[Start of section]

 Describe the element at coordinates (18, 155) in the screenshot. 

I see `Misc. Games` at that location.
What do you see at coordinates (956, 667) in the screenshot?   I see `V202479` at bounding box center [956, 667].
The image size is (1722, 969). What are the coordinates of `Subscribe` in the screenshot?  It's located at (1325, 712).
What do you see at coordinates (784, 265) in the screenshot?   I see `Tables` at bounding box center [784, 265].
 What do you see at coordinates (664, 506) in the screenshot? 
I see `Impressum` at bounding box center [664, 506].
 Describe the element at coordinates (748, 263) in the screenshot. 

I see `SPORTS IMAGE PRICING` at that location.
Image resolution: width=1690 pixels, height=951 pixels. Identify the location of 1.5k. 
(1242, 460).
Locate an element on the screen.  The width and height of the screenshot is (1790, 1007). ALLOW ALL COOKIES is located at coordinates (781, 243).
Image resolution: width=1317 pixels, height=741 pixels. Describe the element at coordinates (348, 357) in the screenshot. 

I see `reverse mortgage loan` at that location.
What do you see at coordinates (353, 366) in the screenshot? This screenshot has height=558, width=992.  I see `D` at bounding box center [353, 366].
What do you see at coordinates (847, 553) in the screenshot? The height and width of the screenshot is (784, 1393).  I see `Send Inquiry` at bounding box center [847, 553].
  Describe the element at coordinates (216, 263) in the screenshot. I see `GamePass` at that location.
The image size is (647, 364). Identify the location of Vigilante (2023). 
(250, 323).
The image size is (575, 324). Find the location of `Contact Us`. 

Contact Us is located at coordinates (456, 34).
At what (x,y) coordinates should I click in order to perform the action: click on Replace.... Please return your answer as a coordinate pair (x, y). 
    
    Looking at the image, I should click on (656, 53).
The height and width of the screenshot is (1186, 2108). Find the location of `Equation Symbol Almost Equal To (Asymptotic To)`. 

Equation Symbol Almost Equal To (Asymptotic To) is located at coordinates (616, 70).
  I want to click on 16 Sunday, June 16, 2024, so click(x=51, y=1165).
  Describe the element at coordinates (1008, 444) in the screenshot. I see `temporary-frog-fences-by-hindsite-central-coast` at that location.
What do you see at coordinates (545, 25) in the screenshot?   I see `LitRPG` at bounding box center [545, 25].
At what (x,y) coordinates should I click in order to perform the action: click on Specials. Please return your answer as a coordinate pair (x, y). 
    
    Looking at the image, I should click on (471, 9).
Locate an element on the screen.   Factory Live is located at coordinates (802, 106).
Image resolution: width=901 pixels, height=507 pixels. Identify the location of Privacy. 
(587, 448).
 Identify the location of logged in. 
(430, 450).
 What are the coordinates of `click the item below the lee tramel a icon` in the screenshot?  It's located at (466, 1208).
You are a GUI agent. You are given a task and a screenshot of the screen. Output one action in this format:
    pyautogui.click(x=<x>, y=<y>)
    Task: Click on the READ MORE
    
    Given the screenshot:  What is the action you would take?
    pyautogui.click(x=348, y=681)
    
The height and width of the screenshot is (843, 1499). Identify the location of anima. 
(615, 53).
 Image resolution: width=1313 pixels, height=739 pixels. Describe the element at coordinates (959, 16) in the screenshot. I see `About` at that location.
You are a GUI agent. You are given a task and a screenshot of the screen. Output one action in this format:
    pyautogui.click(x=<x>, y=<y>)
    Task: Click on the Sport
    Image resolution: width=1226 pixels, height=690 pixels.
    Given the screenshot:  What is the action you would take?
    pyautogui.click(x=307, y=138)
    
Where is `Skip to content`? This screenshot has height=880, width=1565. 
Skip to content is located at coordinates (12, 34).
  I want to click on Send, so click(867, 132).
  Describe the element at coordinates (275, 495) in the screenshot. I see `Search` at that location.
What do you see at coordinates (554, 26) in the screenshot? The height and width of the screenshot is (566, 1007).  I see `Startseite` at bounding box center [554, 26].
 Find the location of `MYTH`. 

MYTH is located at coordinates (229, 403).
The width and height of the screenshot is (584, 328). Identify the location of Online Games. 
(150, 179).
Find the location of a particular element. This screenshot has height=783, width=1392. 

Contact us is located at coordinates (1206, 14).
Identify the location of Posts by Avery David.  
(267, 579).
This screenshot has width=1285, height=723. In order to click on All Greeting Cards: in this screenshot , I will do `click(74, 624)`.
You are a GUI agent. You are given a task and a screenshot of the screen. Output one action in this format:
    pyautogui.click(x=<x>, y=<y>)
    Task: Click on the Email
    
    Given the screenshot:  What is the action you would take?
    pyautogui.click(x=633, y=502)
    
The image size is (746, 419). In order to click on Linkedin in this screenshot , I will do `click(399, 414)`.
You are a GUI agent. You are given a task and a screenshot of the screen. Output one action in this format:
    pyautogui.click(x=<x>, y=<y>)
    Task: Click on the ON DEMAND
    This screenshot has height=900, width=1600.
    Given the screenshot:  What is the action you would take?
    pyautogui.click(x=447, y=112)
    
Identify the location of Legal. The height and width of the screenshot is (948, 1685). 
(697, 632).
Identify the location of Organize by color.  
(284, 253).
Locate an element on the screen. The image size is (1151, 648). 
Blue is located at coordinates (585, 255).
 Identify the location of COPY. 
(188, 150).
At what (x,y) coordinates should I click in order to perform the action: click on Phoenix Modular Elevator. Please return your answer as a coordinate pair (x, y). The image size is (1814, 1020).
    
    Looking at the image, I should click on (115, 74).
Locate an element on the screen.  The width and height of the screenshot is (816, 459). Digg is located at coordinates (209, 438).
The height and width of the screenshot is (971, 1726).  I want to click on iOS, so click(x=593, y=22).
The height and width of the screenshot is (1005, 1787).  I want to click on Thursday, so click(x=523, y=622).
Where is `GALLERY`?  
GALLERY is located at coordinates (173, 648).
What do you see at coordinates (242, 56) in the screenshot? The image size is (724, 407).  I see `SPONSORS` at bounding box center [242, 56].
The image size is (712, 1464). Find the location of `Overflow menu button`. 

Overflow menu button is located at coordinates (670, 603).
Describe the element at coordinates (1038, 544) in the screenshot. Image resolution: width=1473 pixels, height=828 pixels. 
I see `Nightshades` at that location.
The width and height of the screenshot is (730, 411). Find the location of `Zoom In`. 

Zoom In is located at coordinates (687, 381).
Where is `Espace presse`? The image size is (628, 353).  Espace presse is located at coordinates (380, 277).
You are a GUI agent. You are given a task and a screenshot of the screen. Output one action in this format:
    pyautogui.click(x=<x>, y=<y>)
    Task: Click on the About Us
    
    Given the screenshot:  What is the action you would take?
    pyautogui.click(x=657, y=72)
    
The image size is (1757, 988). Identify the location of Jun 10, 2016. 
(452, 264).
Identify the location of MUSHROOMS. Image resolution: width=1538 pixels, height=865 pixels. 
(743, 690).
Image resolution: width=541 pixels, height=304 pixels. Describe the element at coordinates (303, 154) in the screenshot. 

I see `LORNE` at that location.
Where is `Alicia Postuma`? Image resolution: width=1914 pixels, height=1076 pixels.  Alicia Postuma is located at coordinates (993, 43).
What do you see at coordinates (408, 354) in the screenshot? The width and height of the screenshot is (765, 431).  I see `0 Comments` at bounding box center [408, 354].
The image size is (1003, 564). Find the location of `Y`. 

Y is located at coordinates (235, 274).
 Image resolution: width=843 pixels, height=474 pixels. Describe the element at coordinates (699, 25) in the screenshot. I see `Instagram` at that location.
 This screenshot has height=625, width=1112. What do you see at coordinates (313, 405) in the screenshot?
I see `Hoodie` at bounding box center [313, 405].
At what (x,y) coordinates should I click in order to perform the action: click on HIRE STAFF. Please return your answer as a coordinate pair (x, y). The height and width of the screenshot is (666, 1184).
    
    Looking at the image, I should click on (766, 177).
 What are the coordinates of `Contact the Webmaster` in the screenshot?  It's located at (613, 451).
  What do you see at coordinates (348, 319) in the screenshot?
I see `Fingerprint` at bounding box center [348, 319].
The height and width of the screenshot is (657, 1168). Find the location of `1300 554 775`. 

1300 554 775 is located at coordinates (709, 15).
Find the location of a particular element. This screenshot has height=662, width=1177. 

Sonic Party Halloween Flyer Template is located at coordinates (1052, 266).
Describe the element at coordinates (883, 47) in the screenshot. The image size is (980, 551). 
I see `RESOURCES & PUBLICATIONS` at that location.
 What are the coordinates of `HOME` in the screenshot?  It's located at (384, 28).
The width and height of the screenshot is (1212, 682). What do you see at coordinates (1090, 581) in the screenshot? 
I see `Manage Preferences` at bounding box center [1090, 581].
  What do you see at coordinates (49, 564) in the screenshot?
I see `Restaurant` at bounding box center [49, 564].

[End of section]

**Exercise prompt**
Please write out, exactly as they appear above, only the lines in the stretch from the line with "Locate an element on the screen. The" through the line with "The height and width of the screenshot is (971, 1726).".

**Exercise output**
Locate an element on the screen. The image size is (1151, 648). 
Blue is located at coordinates (585, 255).
 Identify the location of COPY. 
(188, 150).
At what (x,y) coordinates should I click in order to perform the action: click on Phoenix Modular Elevator. Please return your answer as a coordinate pair (x, y). The image size is (1814, 1020).
    
    Looking at the image, I should click on (115, 74).
Locate an element on the screen.  The width and height of the screenshot is (816, 459). Digg is located at coordinates (209, 438).
The height and width of the screenshot is (971, 1726).  I want to click on iOS, so click(x=593, y=22).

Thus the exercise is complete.